Mark Harris and the battle for the soul of the GOP

Published April 13, 2014

by Rob Christensen, News and Observer, April 13, 2014.

Mark Harris is winding up his delivery, his voice rising, bending over in a fighter’s crouch, his right hand balled up in a fist.

“Can we do this?” he shouts. Yes, replies the crowd. “Can we do this?” he repeats. Yes, the crowd replies again and again.

If Harris is going to capture the Republican nomination for the U.S. Senate on May 6, he needs to begin showing some movement quickly.

Harris, the former president of the Baptist State Convention, has been slow to catch fire in the GOP Senate primary. WRAL almost didn’t include him in its April 23 debate because he was polling under 10 percent, which was the cutoff criteria for participation.

But Harris thinks his campaign will get a lift from a TV and radio campaign that began Friday. And more important, he believes that a strong turnout effort, rooted in the churches, will make the difference.

Sleeper candidate

I have always considered Harris the sleeper candidate in the GOP Senate primary – the one easy to overlook but who potentially could benefit from a strong grass-roots effort in a low turnout primary.

The leader in the polls is House Speaker Thom Tillis, which leaves Harris trying to beat out Cary physician Greg Brannon, the tea party candidate, for a second spot in a runoff if Tillis cannot win 40 percent to capture the primary outright. Tillis is by far the best-financed candidate in the GOP primary with the backing of party establishment figures such as Karl Rove and Senate Minority Leader Mitch McConnell.
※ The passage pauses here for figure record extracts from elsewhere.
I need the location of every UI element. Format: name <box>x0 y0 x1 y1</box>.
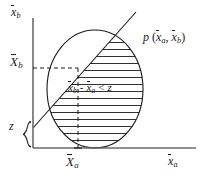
y-axis-label: xb <box>11 6 21 20</box>
y-axis-label-symbol: x <box>11 6 16 18</box>
inequality-label: xb-xa<z <box>68 82 112 95</box>
distribution-label-open-paren: ( <box>149 30 156 44</box>
inequality-bound: z <box>107 81 111 93</box>
y-tick-subscript: b <box>18 60 22 70</box>
inequality-left-subscript: b <box>73 86 77 95</box>
x-tick-subscript: a <box>74 160 78 170</box>
y-axis-tick-label: Xb <box>10 55 23 70</box>
x-axis-tick-label: Xa <box>66 155 79 170</box>
distribution-label-close-paren: ) <box>181 30 185 44</box>
distribution-arg2-symbol: x <box>172 31 177 43</box>
distribution-arg1-symbol: x <box>156 31 161 43</box>
x-axis-label: xa <box>168 155 178 169</box>
x-axis-label-symbol: x <box>168 155 173 167</box>
y-axis-label-subscript: b <box>16 11 20 20</box>
inequality-right-subscript: a <box>91 86 95 95</box>
x-tick-symbol: X <box>66 155 74 168</box>
x-axis-label-subscript: a <box>173 160 177 169</box>
inequality-right-symbol: x <box>86 82 91 93</box>
z-brace <box>23 122 31 147</box>
z-brace-label: z <box>9 120 14 132</box>
inequality-operator: - <box>80 81 84 93</box>
distribution-label: p (xa, xb) <box>143 31 185 45</box>
y-tick-symbol: X <box>10 55 18 68</box>
inequality-relation: < <box>98 81 104 93</box>
statistical-diagram-figure: xb xa Xb Xa z p (xa, xb) xb-xa<z <box>0 0 202 178</box>
inequality-left-symbol: x <box>68 82 73 93</box>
If there is a runoff on July 15, the advantage could go to the candidate with a strong grass-roots organization.

“We have another candidate in this primary with two or three times the amount of money,” Harris told about 200 people at a rally at an auditorium at Forsyth Tech last week, the same place that President Barack Obama held an event in December 2010.

“All the money in the world won’t buy you character, consistency and courage,” Harris said. “All the money in the world won’t change a record.”

Soul of the party

If the primary is about character, Harris figures he is playing on his turf. He is, after all, a Baptist minister, and his opponents have had their troubles – college resumes, lawsuits, etc.
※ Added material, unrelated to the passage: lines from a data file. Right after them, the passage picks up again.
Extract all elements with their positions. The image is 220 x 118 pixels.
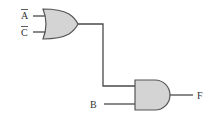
- input-c-label: C: [21, 27, 28, 38]
- input-b-label: B: [90, 99, 97, 110]
- input-b: B: [90, 99, 135, 110]
- and-gate: [135, 80, 170, 110]
- input-a-label: A: [21, 10, 29, 21]
- or-gate: [43, 9, 78, 39]
- output-f-label: F: [197, 90, 203, 101]
- wire-or-to-and: [78, 24, 135, 86]
- logic-diagram: A C B F: [0, 0, 220, 118]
Harris may be a man of God, but he has hired a political operative, Tom Perdue, who owns one of the biggest switchblades in the South. The primary could get tough in the final weeks.

The rally had the polish of a church revival, complete with warm-up speakers and a Christian comedian. Harris, the pastor of a large downtown Charlotte church, is, as one might expect, a gifted public speaker with lots of charisma.

But Harris has to overcome several problems. He is unknown in political circles, has never held elective office, and the national party is worried about the ability of a deeply committed social conservative to win key suburban swing voters, particularly women.

On the other hand, Harris said, Republican voters don’t have to worry where he stands. Harris notes that he marched in Washington with James Dobson’s March for Life back in the early 1990s, prayed for the unborn at a Winston-Salem abortion clinic and headed the successful statewide effort in 2012 to pass a constitutional amendment banning same-sex marriages.

“Someone said this is for the heart and soul of the GOP in North Carolina, this primary,” Harris said. “Others said this may very well be for the soul of the national GOP, this Senate race.

“You are not going to have any worries about where Mark Harris stands on the values issues.”